Saturday, November 7, 2009

It's the nineteenth century, and I've been cast in a play representing the workings of nature. There are hundreds of other actresses in the play, but we haven't been given our parts yet. The director sends us into a room with rows of soft, colorful nightgowns and tells us to change, leaving our corsets behind. Many of the women are nervous and uncomfortable with this costuming, but I'm looking forward to wearing something less restrictive. I choose a long blue nightgown and put it on behind a curtain. I'm thinking I'm going to be cast as Neptune, because of the color of my costume, but the director sees me and says "Dawn. Definitely Dawn," and sends me off to rehearse.

I go into a darkened room where all I can make out is a cloth draped over something vaguely human-shaped. I crawl underneath and find another woman in a blue gown, who tells me we're to represent Dawn together. She hands me a flashlight-shaped thing, which I turn on. Beautiful colored lights come from it, and my partner tells me that when our cue comes we're to turn these on and sing a song. I say I haven't learned the song, and she tells me it goes "ooooo, DAWN!" I try to sing that but she keeps correcting me--I can't get it right. She says not to worry, all we really have to do is sing along with a recording--she shows me a device that apparently has the song on it. I ask if I can listen to it, in order to learn the song, but she says we're not to turn it on until our cue, because it's very loud. I ask what IS our cue, and she doesn't answer.

We sit in silence for a while. I'm dying to hear the song. Trying to make it look like an accident, I turn on the device. "Ooooo, DAWN!" goes the device, and it is, indeed, very loud. My partner is panicking, and we try to muffle the sound with pillows, but it's too late--the director is upon us. He knows I was the one who turned on the song, and he asks me to go with him into another room. "Do you see why I asked that you not turn that on until your cue?" he asks. I say I do, and apologize. All along he's been very gruff and intimidating, but now he takes me in his arms and kisses the top of my head. I'm overcome by a feeling of complete peace.

He walks me back to my place, which is now on a hill under the stars. No sooner am I there than my partner and I hear our cue, and we turn on the device and our flashlights and begin singing. It's joyful! Together we walk down the hill. We see the actresses playing animals and planets and Greek deities, all beautifully costumed and dancing, and I'm singing at the top of my lungs "ooooo, DAWN," and that is when I wake up laughing.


### [Aim of the exercise]
Leave out the pictures, and reproduce exactly the lines from the line containing "Output each element" through the final line of the entries.

### [Material for the task]
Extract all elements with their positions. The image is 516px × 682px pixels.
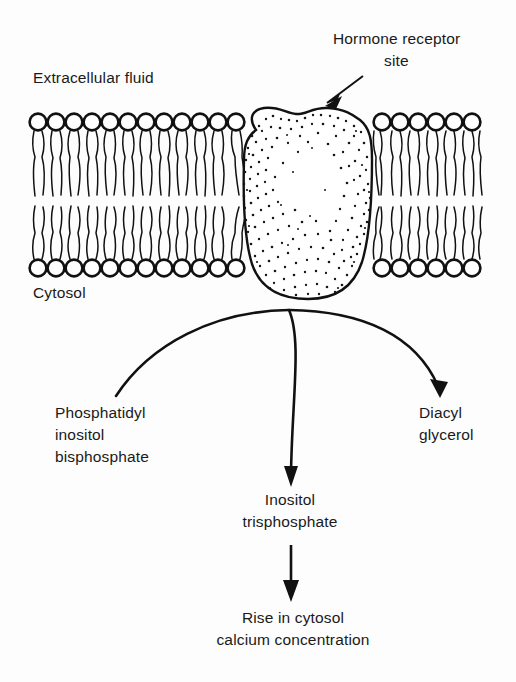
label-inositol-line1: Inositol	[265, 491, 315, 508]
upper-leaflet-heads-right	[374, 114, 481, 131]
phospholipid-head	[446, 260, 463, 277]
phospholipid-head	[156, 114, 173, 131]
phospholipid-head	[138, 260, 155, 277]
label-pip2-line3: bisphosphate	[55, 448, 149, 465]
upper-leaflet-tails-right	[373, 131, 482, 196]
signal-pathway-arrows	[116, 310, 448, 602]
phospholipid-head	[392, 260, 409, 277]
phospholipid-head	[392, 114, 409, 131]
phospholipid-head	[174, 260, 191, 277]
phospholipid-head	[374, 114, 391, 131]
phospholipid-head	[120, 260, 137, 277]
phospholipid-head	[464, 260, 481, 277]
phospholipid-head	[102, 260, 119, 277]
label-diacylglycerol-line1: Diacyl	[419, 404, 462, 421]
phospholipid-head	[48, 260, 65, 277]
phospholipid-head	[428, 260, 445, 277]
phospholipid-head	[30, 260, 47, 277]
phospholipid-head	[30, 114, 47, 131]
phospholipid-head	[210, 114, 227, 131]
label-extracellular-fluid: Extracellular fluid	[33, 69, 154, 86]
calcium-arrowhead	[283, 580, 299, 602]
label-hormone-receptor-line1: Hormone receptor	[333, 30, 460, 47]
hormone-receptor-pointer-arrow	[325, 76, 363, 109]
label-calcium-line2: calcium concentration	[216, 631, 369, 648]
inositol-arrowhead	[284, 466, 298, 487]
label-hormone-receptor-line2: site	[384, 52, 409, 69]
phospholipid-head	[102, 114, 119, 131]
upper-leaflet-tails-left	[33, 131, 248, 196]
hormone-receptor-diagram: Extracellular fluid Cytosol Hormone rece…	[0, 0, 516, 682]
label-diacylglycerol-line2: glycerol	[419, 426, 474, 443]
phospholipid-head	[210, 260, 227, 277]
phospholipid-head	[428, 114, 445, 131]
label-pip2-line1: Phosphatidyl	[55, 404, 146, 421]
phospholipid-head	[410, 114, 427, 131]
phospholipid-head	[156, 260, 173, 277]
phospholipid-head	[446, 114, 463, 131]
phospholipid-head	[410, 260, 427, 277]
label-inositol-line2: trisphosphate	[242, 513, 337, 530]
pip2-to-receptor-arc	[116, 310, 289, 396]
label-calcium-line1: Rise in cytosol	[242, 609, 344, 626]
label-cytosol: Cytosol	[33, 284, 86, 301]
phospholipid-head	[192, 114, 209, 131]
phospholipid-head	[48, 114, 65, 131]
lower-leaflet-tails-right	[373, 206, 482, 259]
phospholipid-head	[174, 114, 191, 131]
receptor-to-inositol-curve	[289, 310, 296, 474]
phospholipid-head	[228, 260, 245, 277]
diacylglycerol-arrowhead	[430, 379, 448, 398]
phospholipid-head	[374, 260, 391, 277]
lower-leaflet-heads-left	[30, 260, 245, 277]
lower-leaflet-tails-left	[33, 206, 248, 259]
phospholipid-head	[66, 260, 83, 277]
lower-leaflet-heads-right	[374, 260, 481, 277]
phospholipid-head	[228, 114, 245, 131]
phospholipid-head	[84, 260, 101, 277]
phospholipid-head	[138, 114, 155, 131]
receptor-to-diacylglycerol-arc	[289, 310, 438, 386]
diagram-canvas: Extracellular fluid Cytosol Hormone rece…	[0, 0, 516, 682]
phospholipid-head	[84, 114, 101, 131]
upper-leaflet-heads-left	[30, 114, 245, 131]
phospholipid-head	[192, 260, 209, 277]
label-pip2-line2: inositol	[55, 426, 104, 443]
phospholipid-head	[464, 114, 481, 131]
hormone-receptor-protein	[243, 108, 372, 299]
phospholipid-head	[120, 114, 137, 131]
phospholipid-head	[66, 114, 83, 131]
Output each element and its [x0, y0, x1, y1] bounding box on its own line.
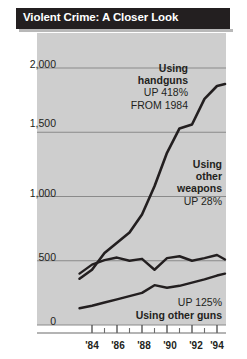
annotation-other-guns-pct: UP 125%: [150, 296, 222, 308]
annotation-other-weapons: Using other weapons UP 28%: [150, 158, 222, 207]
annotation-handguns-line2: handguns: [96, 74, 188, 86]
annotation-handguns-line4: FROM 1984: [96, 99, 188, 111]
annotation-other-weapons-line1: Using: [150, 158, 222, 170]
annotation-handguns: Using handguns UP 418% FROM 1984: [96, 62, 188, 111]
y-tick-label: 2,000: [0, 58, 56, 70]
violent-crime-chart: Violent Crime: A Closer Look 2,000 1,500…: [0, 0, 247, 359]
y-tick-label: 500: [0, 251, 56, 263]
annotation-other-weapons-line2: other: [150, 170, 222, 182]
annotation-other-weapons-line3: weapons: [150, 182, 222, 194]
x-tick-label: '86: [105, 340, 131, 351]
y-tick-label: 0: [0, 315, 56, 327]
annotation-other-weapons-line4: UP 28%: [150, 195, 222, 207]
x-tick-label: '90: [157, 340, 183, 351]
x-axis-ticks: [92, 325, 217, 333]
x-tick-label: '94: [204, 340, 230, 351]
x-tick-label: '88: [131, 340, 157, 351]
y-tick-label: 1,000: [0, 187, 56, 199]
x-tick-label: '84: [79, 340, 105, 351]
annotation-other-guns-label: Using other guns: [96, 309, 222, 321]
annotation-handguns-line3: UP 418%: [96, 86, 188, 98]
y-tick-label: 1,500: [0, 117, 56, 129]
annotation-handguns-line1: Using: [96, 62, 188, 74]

### [Answer below]
Output each element and its [x0, y0, x1, y1] bounding box on its own line.
annotation-other-guns-pct: UP 125%: [150, 296, 222, 308]
annotation-other-weapons: Using other weapons UP 28%: [150, 158, 222, 207]
annotation-handguns-line2: handguns: [96, 74, 188, 86]
annotation-handguns-line4: FROM 1984: [96, 99, 188, 111]
annotation-other-weapons-line1: Using: [150, 158, 222, 170]
annotation-handguns: Using handguns UP 418% FROM 1984: [96, 62, 188, 111]
y-tick-label: 2,000: [0, 58, 56, 70]
violent-crime-chart: Violent Crime: A Closer Look 2,000 1,500…: [0, 0, 247, 359]
y-tick-label: 500: [0, 251, 56, 263]
annotation-other-weapons-line2: other: [150, 170, 222, 182]
annotation-other-weapons-line3: weapons: [150, 182, 222, 194]
x-tick-label: '86: [105, 340, 131, 351]
y-tick-label: 0: [0, 315, 56, 327]
annotation-other-weapons-line4: UP 28%: [150, 195, 222, 207]
x-tick-label: '90: [157, 340, 183, 351]
x-axis-ticks: [92, 325, 217, 333]
x-tick-label: '94: [204, 340, 230, 351]
x-tick-label: '88: [131, 340, 157, 351]
y-tick-label: 1,000: [0, 187, 56, 199]
x-tick-label: '84: [79, 340, 105, 351]
annotation-other-guns-label: Using other guns: [96, 309, 222, 321]
annotation-handguns-line3: UP 418%: [96, 86, 188, 98]
y-tick-label: 1,500: [0, 117, 56, 129]
annotation-handguns-line1: Using: [96, 62, 188, 74]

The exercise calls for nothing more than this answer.